2:30 All the people who try to search in texts that are perhaps less important, the people who try to travel in the kitchen, write in the kitchen and not leave it in the living room, we are confronted with these texts all the time. It's stupid, it's stupid, it's not... We don't pursue mathematical texts, but they are useful elements for passages that are not mathematical, but in reference to the role of our imagination. There is a kind of separation between interpreters who really try to explain geometry, neglecting other texts, people who are attentive to the whole corpus and who, I don't know why, don't try to face these interpretations, who are sedimented and who fight against these interpreters. Maybe it's good to take them in because they are not specialists in mathematics and there is not much to learn from them. So, on the contrary, I would say that for the mathematicians, the questions on which Descartes would have to write the imagination of geometry, Descartes is not wrong, he is wrong. On the contrary, he is wrong, but it's not a good question. But if you think about it, There is a concept that appears with Descartes in the journal Écritique, that appears with Husserl, and it is the concept of projectivism. Previously, before Descartes, people met courses on the field, there was Emy, there was Jissoui, etc., but Descartes has two moments in his life when he talks about all imaginable courses. So, once we write the mechanical imagination, all the courses that I imagine being able to be written are not all imaginable courses. All the courses that I imagine being able to be written, and there it is a matter of proceeding according to the rules and principles, so it's me, but it's all the courses that are written.

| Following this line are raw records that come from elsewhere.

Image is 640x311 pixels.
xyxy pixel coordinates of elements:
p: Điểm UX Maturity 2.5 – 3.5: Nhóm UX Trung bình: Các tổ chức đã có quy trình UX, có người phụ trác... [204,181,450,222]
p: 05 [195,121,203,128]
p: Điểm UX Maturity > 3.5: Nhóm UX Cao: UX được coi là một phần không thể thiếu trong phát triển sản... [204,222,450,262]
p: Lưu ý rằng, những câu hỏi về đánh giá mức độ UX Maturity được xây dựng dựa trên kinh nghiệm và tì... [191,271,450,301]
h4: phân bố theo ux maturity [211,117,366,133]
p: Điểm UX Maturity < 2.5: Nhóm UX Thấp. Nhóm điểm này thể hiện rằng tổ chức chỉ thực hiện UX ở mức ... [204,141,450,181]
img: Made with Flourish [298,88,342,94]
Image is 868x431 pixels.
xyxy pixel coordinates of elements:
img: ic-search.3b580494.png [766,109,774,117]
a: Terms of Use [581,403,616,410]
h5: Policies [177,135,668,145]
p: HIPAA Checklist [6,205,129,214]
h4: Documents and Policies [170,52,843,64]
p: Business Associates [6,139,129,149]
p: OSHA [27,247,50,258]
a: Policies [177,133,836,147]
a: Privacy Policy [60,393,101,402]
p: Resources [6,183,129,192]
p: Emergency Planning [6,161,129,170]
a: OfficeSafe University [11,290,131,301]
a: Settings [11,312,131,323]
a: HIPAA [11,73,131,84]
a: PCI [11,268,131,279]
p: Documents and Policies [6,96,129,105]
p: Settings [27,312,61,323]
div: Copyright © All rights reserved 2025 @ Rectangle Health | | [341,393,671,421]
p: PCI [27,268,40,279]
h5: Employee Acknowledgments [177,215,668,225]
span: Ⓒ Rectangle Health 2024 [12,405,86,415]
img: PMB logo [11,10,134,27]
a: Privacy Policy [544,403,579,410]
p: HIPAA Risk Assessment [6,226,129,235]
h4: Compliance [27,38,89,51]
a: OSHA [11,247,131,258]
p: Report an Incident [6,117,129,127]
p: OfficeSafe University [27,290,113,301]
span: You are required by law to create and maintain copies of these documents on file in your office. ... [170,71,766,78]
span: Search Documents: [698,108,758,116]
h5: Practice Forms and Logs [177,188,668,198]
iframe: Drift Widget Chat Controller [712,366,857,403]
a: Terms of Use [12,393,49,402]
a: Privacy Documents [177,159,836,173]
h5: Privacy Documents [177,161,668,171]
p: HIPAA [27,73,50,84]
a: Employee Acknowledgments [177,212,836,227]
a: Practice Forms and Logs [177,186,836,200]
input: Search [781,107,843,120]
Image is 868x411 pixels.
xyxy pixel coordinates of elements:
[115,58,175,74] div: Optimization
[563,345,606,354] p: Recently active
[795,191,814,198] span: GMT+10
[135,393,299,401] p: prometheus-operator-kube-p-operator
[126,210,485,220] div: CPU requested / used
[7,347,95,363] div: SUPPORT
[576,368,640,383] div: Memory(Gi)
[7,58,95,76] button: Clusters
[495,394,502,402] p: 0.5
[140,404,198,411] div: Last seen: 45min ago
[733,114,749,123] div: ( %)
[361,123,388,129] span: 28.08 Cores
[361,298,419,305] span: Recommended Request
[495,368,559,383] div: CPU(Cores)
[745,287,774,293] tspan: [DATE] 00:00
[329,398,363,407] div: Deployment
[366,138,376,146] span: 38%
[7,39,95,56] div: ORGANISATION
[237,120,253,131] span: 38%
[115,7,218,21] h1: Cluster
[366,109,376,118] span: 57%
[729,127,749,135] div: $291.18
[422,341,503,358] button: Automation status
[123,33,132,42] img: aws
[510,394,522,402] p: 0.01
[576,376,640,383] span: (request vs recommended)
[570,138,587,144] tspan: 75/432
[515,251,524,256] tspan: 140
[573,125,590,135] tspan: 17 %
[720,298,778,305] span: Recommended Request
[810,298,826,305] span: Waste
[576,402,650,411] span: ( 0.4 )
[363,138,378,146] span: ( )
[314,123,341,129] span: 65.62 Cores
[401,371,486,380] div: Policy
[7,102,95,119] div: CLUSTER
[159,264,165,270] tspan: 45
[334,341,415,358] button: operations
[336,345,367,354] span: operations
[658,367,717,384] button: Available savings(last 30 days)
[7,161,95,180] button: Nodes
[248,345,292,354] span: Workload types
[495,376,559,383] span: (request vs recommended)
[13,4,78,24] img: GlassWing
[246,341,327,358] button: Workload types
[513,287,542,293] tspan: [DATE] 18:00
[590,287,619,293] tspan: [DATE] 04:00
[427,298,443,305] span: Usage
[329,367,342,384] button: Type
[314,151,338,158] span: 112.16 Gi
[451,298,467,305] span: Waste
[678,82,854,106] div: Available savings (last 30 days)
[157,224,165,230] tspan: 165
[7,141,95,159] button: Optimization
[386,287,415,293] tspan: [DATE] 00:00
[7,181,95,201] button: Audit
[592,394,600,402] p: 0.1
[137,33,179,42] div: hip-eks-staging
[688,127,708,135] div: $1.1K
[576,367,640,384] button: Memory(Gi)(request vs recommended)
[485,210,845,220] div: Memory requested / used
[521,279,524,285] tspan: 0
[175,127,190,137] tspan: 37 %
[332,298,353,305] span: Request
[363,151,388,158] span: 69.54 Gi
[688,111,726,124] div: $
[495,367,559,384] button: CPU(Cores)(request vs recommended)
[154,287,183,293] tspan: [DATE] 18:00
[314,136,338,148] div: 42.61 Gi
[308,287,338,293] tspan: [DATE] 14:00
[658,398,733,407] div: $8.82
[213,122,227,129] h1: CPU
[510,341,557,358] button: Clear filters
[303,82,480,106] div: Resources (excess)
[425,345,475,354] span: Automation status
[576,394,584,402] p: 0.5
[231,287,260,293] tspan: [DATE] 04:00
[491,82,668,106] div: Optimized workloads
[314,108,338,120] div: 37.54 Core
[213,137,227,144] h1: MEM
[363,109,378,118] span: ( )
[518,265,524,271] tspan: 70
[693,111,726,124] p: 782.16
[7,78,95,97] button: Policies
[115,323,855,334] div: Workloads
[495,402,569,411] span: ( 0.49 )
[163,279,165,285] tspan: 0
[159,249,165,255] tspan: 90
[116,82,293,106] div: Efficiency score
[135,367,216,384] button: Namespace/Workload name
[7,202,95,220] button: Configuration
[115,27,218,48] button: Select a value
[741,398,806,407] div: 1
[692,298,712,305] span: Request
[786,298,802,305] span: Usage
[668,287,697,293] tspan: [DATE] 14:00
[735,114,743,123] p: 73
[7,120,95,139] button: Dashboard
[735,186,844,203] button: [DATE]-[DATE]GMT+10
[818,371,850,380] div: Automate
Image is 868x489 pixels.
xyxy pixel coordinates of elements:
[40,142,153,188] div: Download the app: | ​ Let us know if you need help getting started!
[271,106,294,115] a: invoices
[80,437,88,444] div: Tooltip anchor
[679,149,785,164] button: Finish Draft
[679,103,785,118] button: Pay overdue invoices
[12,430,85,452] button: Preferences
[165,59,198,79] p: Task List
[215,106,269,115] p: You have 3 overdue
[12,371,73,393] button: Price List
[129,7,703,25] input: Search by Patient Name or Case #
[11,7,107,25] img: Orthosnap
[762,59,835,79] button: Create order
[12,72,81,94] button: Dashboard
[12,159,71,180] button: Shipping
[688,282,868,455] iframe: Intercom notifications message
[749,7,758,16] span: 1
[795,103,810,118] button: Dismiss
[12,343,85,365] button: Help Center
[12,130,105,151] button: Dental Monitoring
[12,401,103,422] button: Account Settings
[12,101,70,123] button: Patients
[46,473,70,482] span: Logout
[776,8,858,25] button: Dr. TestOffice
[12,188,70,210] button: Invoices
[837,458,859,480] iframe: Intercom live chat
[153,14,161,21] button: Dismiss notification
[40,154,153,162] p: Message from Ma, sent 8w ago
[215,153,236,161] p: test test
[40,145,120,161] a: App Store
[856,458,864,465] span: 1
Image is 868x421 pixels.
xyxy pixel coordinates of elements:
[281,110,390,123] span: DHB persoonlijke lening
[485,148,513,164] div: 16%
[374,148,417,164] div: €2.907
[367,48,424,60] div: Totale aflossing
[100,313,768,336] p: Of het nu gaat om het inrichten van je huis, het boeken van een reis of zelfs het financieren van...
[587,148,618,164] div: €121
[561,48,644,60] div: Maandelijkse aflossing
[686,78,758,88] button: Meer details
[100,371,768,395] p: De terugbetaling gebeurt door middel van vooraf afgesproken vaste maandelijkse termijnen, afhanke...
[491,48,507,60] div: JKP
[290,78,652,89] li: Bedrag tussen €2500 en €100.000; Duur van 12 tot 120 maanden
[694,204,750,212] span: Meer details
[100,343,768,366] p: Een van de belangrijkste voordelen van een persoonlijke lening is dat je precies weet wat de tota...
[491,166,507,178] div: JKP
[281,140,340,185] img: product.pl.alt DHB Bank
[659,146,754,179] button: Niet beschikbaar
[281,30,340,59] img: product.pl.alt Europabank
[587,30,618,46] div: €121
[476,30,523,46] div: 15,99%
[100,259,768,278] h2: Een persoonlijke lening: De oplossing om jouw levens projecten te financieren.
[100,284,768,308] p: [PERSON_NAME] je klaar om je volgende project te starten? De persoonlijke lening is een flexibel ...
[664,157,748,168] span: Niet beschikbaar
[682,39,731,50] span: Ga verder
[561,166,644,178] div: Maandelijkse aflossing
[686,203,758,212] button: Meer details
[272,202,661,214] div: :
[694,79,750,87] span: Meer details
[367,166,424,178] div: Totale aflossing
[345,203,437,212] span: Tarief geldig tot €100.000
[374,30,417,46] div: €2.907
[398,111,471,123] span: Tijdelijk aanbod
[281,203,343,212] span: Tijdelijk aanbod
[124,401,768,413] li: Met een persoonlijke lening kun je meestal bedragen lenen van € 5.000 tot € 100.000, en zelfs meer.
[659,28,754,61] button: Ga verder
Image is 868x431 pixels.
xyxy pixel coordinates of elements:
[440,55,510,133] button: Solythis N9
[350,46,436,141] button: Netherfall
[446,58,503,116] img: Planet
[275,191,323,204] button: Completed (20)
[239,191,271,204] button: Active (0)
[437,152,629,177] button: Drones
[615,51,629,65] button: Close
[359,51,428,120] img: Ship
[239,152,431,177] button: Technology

5:00 The machine is a medium that allows you to imagine, not only to demonstrate, but there is in front of it a complete horizon of virtual courses, possibly imaginable. Maybe more complicated, it is the second part of algebra in which it is a strategic animation. It is when we talk about all algebraic courses. In all algebraic courses, it is mainly what we have to do in order to imagine them and to be written. These are the concepts of all the courses, the replacement of the concepts of the courses, we put our flowers in a room and then we look at what we have, and there all the courses are projected, we have to analyze them in a way that suits us. And so, unfortunately, the imagination works on the one hand in the mechanical register, which is the first register of Descartes, from which it begins, and on the other, in the register that is less familiar, with which it will be more likely to be less inspired, but nevertheless more intelligent, to all the couples obtained as an evolutionary equation. But, again, what seemed to me... well, these are imaginary truths. Our distinction between imaginary and imaginary appears to be very important, because here we find ourselves with the term of the world. In any case, for a mathematician to understand what he is conserving, the jacuzzi is a collection full of imaginations, in the sense that it is the creation of a multitude of things, of the universe, of the world, of the universe, of the universe. Geogeogeogeogeogeogeogeogeoge Imagination was simply the choice of the system to take advantage of it. Well, when we talk about imagination... Is it not in mathematics? No, not in mathematics. But we say it's often in Cartesian.

7:30 It's... I don't know. But what amazes me is that Espen Eckart did not know the geometric representation of the world before. So, the imaginary. No, not at all. Because it's the same. It's the same. It's all the same. No, no, but maybe... Maybe I... I'm more interested in the development of the idea of distinction between mechanical and symbolic imagination in terms of geometry. For me, perhaps due to a lack of solid knowledge of mathematics, I will always be in favor of the use of symbolic machines. I don't have the theoretical, mathematical tool to do it. Because we can discuss it, but in our dialogue it's not... To be precise, I would like to ask you another question, I would like to use the word. You said that Descartes criticized the ancients for the excessive use of imagination in geometry. But what does he mean by that? Because imagination, for example, in the geometry of Quine, it does not speak. It has never been the same as imagination. So what does he mean? Who does he mean? For example, do they say that mathematical objects are in the imaginary? Is that what they're saying? I have a question. I think it's related to the idea that demonstrations are done by chance. When I saw the precise notion of objects, This is not the case here, but simply, every time there is an interruption in the protocol, either in a deduction or in a definition of the procedure, the case is dehumanization, without which it is a negative concept of the imagination that intervenes here.

10:00 The difficult thing is to articulate in the second part of the thematic what is related to imagination and what is contrary to it. We must bear in mind that the use of imagination is of course exclusive to the practice of quantum physics, and that a kind of supplementation by imagination is not a substitution or an interposition, but rather a situation in which we have to find a solution. I think that in any field of object, imagination, mathematics, mathematics, physics, and science... I think that Descartes has only one faculty of Connes, so he may still be missing, or he may still have a degree of imagination, but I think that's what divides the analogy between us. There are two faculties, and I think that there is never an autonomous employment of a degree of imagination. No, it was just relative. In the question of symbolic imagination, we also have the letter of Descartes to Mersenne in 1743, where he speaks of touching grandeur, this time we will be in an unimaginable and inexplicable path of Mr Vitry de la Ville, Descartes says, I do not understand what he means by that, because in any case, all grandeur can be expressed by an equation, otherwise... He commented this passage in the new edition of 643 and he has no problem with this kind of thing because he says that any equation can be expressed by an equation and otherwise he quotes the casus ridicubilis in the two-card rule by saying that including non-imaginary equations can be expressed by an equation even if we can not extract them badly.

12:30 I do not imagine them being written. There is this relationship with Albert Girard that deserves to be studied.